The COO's job is to execute the CEO's vision, act as a filter for the CEO's energy swings, and tell the CEO what no one else will.
Titles and timing
- Do not give out C-suite titles early; the title must match roles, responsibilities, metrics, and compensation.
- At 1–30 employees, you likely need a director or VP of ops, not a COO.
- At 30–100 employees, you have your first real second-in-command — someone who could run the business if you were away for three months.
- Hire an executive assistant before a second-in-command; clear admin work first, then strategic delegation.
- A COO suited to the $2M–$100M stage will be wrong for the $100M–$1B stage — and vice versa.
The activity inventory
- List every task you perform in a month (expect 80–90 items).
- Rate each: I (incompetent), C (competent), E (excellent), U (unique ability).
- Assign an hourly market rate to each task.
- Delegate or automate everything below your unique ability threshold.
- What remains — tasks that drain you but require leadership — is the COO's core remit.
What makes the CEO-COO relationship work
- The COO needs to fit your stage, your culture, and your behavioral style — not just have an impressive CV.
- Core values must align; behavioral traits and skill sets differ by role.

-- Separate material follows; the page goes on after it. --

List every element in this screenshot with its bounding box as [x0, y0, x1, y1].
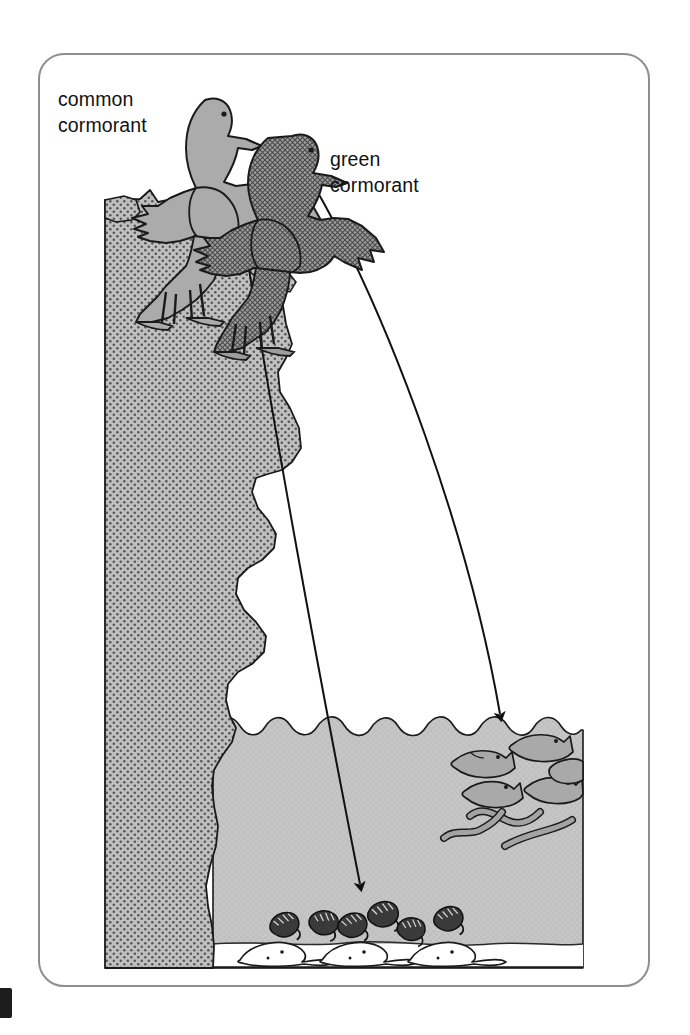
figure-root: common cormorant green cormorant [0, 0, 690, 1035]
label-green-cormorant: green cormorant [330, 146, 419, 198]
label-common-cormorant: common cormorant [58, 86, 147, 138]
page-corner-mark [0, 988, 12, 1018]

- The CEO needs enough humility to name what they are bad at; the COO needs to be a safe confidant for that honesty.
- The COO acts as a stabiliser for the CEO's natural high-low energy cycle — brakes to the CEO's accelerator.
- "Date night" away from the office matters: decompress together, reset the relationship annually.

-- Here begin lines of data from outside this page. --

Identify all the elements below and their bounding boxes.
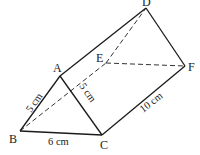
vertex-label-B: B — [9, 132, 17, 146]
edge-EF-hidden — [106, 63, 185, 66]
prism-svg: A B C D E F 5 cm 5 cm 6 cm 10 cm — [0, 0, 200, 155]
measure-BC: 6 cm — [48, 136, 69, 147]
vertex-label-C: C — [100, 138, 108, 152]
edge-DF — [146, 8, 185, 66]
vertex-label-A: A — [53, 61, 62, 75]
prism-diagram: A B C D E F 5 cm 5 cm 6 cm 10 cm — [0, 0, 200, 155]
vertex-label-E: E — [96, 51, 103, 65]
vertex-label-F: F — [188, 60, 195, 74]
measure-AC: 5 cm — [77, 81, 98, 104]
vertex-label-D: D — [142, 0, 151, 9]
edge-BC — [20, 131, 102, 135]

- The COO must be able to tell the CEO privately when they are off track — the emperor's new suit problem.
Vision as the alignment tool
- A vivid vision — a written description of the company three years out — is the primary tool to attract and align a COO.
- A strong COO reads the vivid vision and immediately sees which sentences they know how to make true.
- Shared vision gives the leadership team the same intuitive decision-making lens as the CEO.
- At 1-800-GOT-JUNK, the 2003 vivid vision was fully realised; the 2006 vision (targeting $100M from a $16M base) was achieved at $106M.
Hiring for behavioral fit, not just pedigree
- Corporate executives hired into small companies often expect infrastructure that does not exist — "who fills out the FedEx slips?" is a real failure mode.
- Just because someone ran a large company does not mean they can grow one.
- Interview explicitly for core values, behavioral traits, and proven skill set — separately.
- A COO who thrived from $70M to $450M would have been the wrong hire at $2M; the same is true in reverse.
Ending the relationship well
- A COO may be right for a reason, a season, or a lifetime — not every departure is a failure.
- Recognise when someone's DNA has hit its ceiling for that stage of growth.
- Exit the relationship with integrity so the person can move to their next chapter.
- Keeping the wrong COO too long is more damaging than the discomfort of the transition conversation.